Audrey Hermans On life with a forgotten flute.
Flute

What Shomyo taught me about playing slowly

What Shomyo taught me about playing slowly

I’ve wanted to listen to shomyo for a while.

Shomyo is Buddhist chanting — the kind that would have been part of the daily soundscape for many hitoyogiri players living in Muromachi-era Japan. Just like for us today, there was a soundscape for each layer of society. Hitoyogiri developed mainly in scholarly and monastic contexts, therefore its music is imbued with those specific flavours. The kind that we bathe in and that softly get absorbed into our own soundscape, without us even noticing. So, when a teacher told a hitoyogiri player to add a yuri here, they didn’t need an explanation. They already knew what a yuri felt like, because they had heard it in Buddhist chanting, in Noh theater, in Shinto ritual. It lived in their bodies before they even picked up a flute.

For us, it doesn’t. We come to this music as outsiders, piecing things together from written instructions or with the ancient disciplines that survived to this day relatively unchanged. But we miss the cultural scaffolding that once made it easy. So I’ve been hoping to build some of that scaffolding for myself by listening to Gagaku, Nohkan, and Shomyo. The first two can be found online, but the latter, if it still exists in Japan, is extremely hard to find anywhere else.

My searches had failed repeatedly, and I was about to give up on Shomyo entirely when Nick dedicated an entire lesson to it. In this lesson only, I have already learned two things that changed the way I play.


The music sheet

In hitoyogiri notation, a yuri — the gentle repeating of a note, is represented by dots. Five dots stacked vertically means you play a given note five times before moving on. That’s it. Unless we get specific instructions, there is no indication of shape, no sense of how the wave is supposed to rise and fall, no means to know whether it should end abruptly or dissolve gently into the next sound.

Shomyo solves this differently. Instead of dots, it draws a line. The line undulates across the page, showing you exactly when the tone lifts and when it settles back down, how long the wave lasts, whether it ends on an upward flick or trails off. It is, in the most literal sense, a picture of sound.

Seeing that line changed something for me. Suddenly the yuri wasn’t an abstract instruction — it had a shape. And in hitoyogiri music, that shape is different depending on the season. In Spring, the wave is bigger, fuller, like sap rising. In the interseason — the doyo period I’m in now, those transitional weeks between Spring and Summer — it flattens out. You barely perceive its tremor. Seeing that drawn out made it intuitive in a way that dots never had.


The space inside a single sound

The second thing shomyo taught me is harder to explain, but it might be the more important one.

I like to play slowly. I’ve always known that. But I also have this fear that slow is boring — that if I linger too long on a single note, whoever might be listening will drift away. So I rush, just a bit. But sometimes, it’s enough to keep me from fully inhabiting what I’m playing.

Then I saw this shomyo music sheet, and on it, a single syllable — I think it was “ga” — was taking up half the page. Three full lines, bending and curving, tracing the entire life of that one sound. In contemporary music, that space would hold five or six sentences. Here it held one word, fully unfolded.

It struck me.

Because what that page was saying is that the sound itself is the point. The note you are playing right now is the achievement. It contains everything.

I’ve heard this idea before — in Buddhism, in the practice of sitting. The instruction to stay with what is, rather than already leaning toward what comes next. But I hadn’t fully felt it in music until that moment. Each note in hitoyogiri music is a finite thing. It gathers energy, reaches something like a tipping point, and then either fades or turns into something else. Your job, as the player, is to be present enough to feel when that moment arrives and let it happen.

Being able to do that, to me, is very close to zazen. Not a replacement for sitting — nothing replaces sitting — but the same quality of attention, applied to sound. The same instruction: stay here. Just stay.


All terrain

I’ve said before that shakuhachi, to me, is a meditative practice and hitoyogiri is “all terrain” — meditation, expression, anything the moment brings. I stand by that. But what I’m finding, the longer I play, is that the “terrain” of the hitoyogiri includes this too — a stillness inside the movement, a presence inside the phrase. It’s not a solemn instrument. It can carry joy, and mood, and the particular lightness of a June morning when you take out music you haven’t touched in months and find that your hands — and ears still remember most of it.

But it can also hold you very still, inside a single note, until you lose yourself for the best.

That’s where I want to live, I think. Right at that edge.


• _THE TASK_
Here is a set of records. Copy them all exactly.
╭─ EXTRACTED ENTRIES
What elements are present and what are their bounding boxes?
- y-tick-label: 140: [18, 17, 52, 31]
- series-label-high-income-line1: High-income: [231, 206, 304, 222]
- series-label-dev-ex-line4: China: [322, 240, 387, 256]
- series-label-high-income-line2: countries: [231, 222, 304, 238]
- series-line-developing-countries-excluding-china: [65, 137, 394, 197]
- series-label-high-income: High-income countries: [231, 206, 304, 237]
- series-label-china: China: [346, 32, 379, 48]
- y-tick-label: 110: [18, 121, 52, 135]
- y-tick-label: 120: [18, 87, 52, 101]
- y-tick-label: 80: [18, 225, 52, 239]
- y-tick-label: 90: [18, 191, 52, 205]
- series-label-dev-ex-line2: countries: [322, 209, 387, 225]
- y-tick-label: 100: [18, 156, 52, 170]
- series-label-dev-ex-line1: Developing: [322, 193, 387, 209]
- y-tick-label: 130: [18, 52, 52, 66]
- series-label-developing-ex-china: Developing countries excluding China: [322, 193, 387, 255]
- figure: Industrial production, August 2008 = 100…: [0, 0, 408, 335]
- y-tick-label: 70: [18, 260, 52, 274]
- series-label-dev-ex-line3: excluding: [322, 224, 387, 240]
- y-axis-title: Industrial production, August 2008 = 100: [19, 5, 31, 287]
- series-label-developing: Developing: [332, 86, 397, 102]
╰─
• _PROBLEM SOLUTION_
What elements are present and what are their bounding boxes?
- y-tick-label: 140: [18, 17, 52, 31]
- series-label-high-income-line1: High-income: [231, 206, 304, 222]
- series-label-dev-ex-line4: China: [322, 240, 387, 256]
- series-label-high-income-line2: countries: [231, 222, 304, 238]
- series-line-developing-countries-excluding-china: [65, 137, 394, 197]
- series-label-high-income: High-income countries: [231, 206, 304, 237]
- series-label-china: China: [346, 32, 379, 48]
- y-tick-label: 110: [18, 121, 52, 135]
- y-tick-label: 120: [18, 87, 52, 101]
- y-tick-label: 80: [18, 225, 52, 239]
- y-tick-label: 90: [18, 191, 52, 205]
- series-label-dev-ex-line2: countries: [322, 209, 387, 225]
- y-tick-label: 100: [18, 156, 52, 170]
- series-label-dev-ex-line1: Developing: [322, 193, 387, 209]
- y-tick-label: 130: [18, 52, 52, 66]
- series-label-developing-ex-china: Developing countries excluding China: [322, 193, 387, 255]
- figure: Industrial production, August 2008 = 100…: [0, 0, 408, 335]
- y-tick-label: 70: [18, 260, 52, 274]
- series-label-dev-ex-line3: excluding: [322, 224, 387, 240]
- y-axis-title: Industrial production, August 2008 = 100: [19, 5, 31, 287]
- series-label-developing: Developing: [332, 86, 397, 102]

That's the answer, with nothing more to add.